Designing App shape
Presentational vs. Container Components
Presentational Components | Container Components | |
---|---|---|
Purpose | How things look (markup, styles) | How things work (data fetching, state updates) |
Aware of Redux | No | Yes |
To read data | Read data from props | Subscribe to Redux state |
To change data | Invoke callbacks from props | Dispatch Redux actions |
Are written | By hand | Usually generated by React Redux |
So in a nut shell, reusable components should be Presentational Components for displaying, and Container Components is responsible for data fetching and state management etc.
Async Actions
When you call an asynchronous API, there are two crucial moments in time: the moment you start the call, and the moment when you receive an answer (or a timeout).
Each of these two moments usually require a change in the application state; to do that, you need to dispatch normal actions that will be processed by reducers synchronously. Usually, for any API request you’ll want to dispatch at least three different kinds of actions:
- An action informing the reducers that the request began.
The reducers may handle this action by toggling an isFetching flag in the state. This way the UI knows it’s time to show a spinner.
- An action informing the reducers that the request finished successfully.
The reducers may handle this action by merging the new data into the state they manage and resetting isFetching. The UI would hide the spinner, and display the fetched data.
- An action informing the reducers that the request failed.

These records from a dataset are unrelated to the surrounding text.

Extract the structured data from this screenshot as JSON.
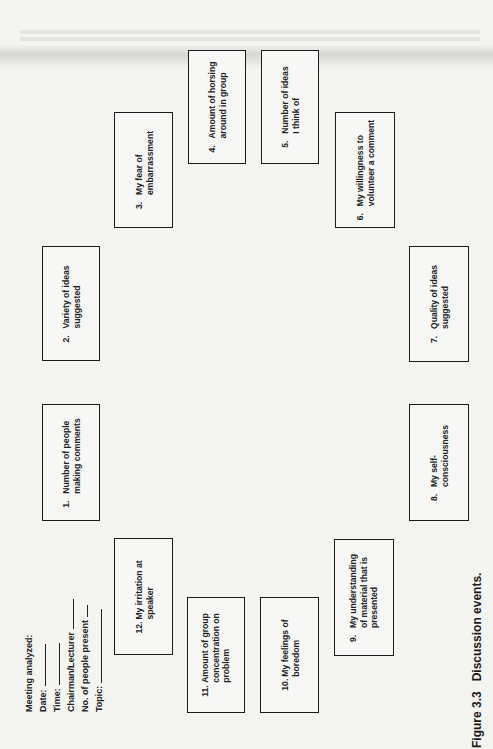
{
  "figure": {
    "label": "Figure 3.3",
    "title": "Discussion events."
  },
  "form": {
    "heading": "Meeting analyzed:",
    "fields": [
      {
        "label": "Date:"
      },
      {
        "label": "Time:"
      },
      {
        "label": "Chairman/Lecturer"
      },
      {
        "label": "No. of people present"
      },
      {
        "label": "Topic:"
      }
    ]
  },
  "events": [
    {
      "num": "1.",
      "line1": "Number of people",
      "line2": "making comments"
    },
    {
      "num": "2.",
      "line1": "Variety of ideas",
      "line2": "suggested"
    },
    {
      "num": "3.",
      "line1": "My fear of",
      "line2": "embarrassment"
    },
    {
      "num": "4.",
      "line1": "Amount of horsing",
      "line2": "around in group"
    },
    {
      "num": "5.",
      "line1": "Number of ideas",
      "line2": "I think of"
    },
    {
      "num": "6.",
      "line1": "My willingness to",
      "line2": "volunteer a comment"
    },
    {
      "num": "7.",
      "line1": "Quality of ideas",
      "line2": "suggested"
    },
    {
      "num": "8.",
      "line1": "My self-",
      "line2": "consciousness"
    },
    {
      "num": "9.",
      "line1": "My understanding",
      "line2": "of material that is",
      "line3": "presented"
    },
    {
      "num": "10.",
      "line1": "My feelings of",
      "line2": "boredom"
    },
    {
      "num": "11.",
      "line1": "Amount of group",
      "line2": "concentration on",
      "line3": "problem"
    },
    {
      "num": "12.",
      "line1": "My irritation at",
      "line2": "speaker"
    }
  ]
}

The reducers may handle this action by resetting isFetching. Additionally, some reducers may want to store the error message so the UI can display it.
Async Flow
Without middleware, Redux store only supports synchronous data flow. This is what you get by default with createStore().
You may enhance createStore() with applyMiddleware(). It is not required, but it lets you express asynchronous actions in a convenient way.
Asynchronous middleware like redux-thunk or redux-promise wraps the store’s dispatch() method and allows you to dispatch something other than actions, for example, functions or Promises. Any middleware you use can then interpret anything you dispatch, and in turn, can pass actions to the next middleware in the chain. For example, a Promise middleware can intercept Promises and dispatch a pair of begin/end actions asynchronously in response to each Promise.
When the last middleware in the chain dispatches an action, it has to be a plain object. This is when the synchronous Redux data flow takes place.
Middlerware
If you’ve used server-side libraries like Express and Koa, you were also probably already familiar with the concept of middleware. In these frameworks, middleware is some code you can put between the framework receiving a request, and the framework generating a response. For example, Express or Koa middleware may add CORS headers, logging, compression, and more. The best feature of middleware is that it’s composable in a chain. You can use multiple independent third-party middleware in a single project.
Redux middleware solves different problems than Express or Koa middleware, but in a conceptually similar way.
It provides a third-party extension point between dispatching an action, and the moment it reaches the reducer.
People use Redux middleware for logging, crash reporting, talking to an asynchronous API, routing, and more.
Computing Derived Data
Reselect is a simple library for creating memoized, composable selector functions. Reselect selectors can be used to efficiently compute derived data from the Redux store.
…
Undo/Redo History
Algorithm like:
{
past: Array<T>,
present: T,
future: Array<T>
}
Let’s talk through the algorithm to manipulate the state shape described above. We can define two actions to operate on this state: UNDO and REDO. In our reducer, we will do the following steps to handle these actions:
Handling Undo:
- Remove the last element from the past.
- Set the present to the element we removed in the previous step.
- Insert the old present state at the beginning of the future.
Handling Redo
- Remove the first element from the future.
- Set the present to the element we removed in the previous step.
- Insert the old present state at the end of the past.
Handling Other Actions
- Insert the present at the end of the past.
- Set the present to the new state after handling the action.
- Clear the future.
Libraries related
redux: a predictable state container for JavaScript apps.
react-redux: Official React bindings for Redux.
redux-thunk: Thunk middleware for Redux.
A thunk is a function that returns a function which wraps an expression to delay its evaluation.
Immutable.js: provides many Persistent Immutable data structures
Reselect: a simple library for creating memoized, composable selector functions. Reselect selectors can be used to efficiently compute derived data from the Redux store.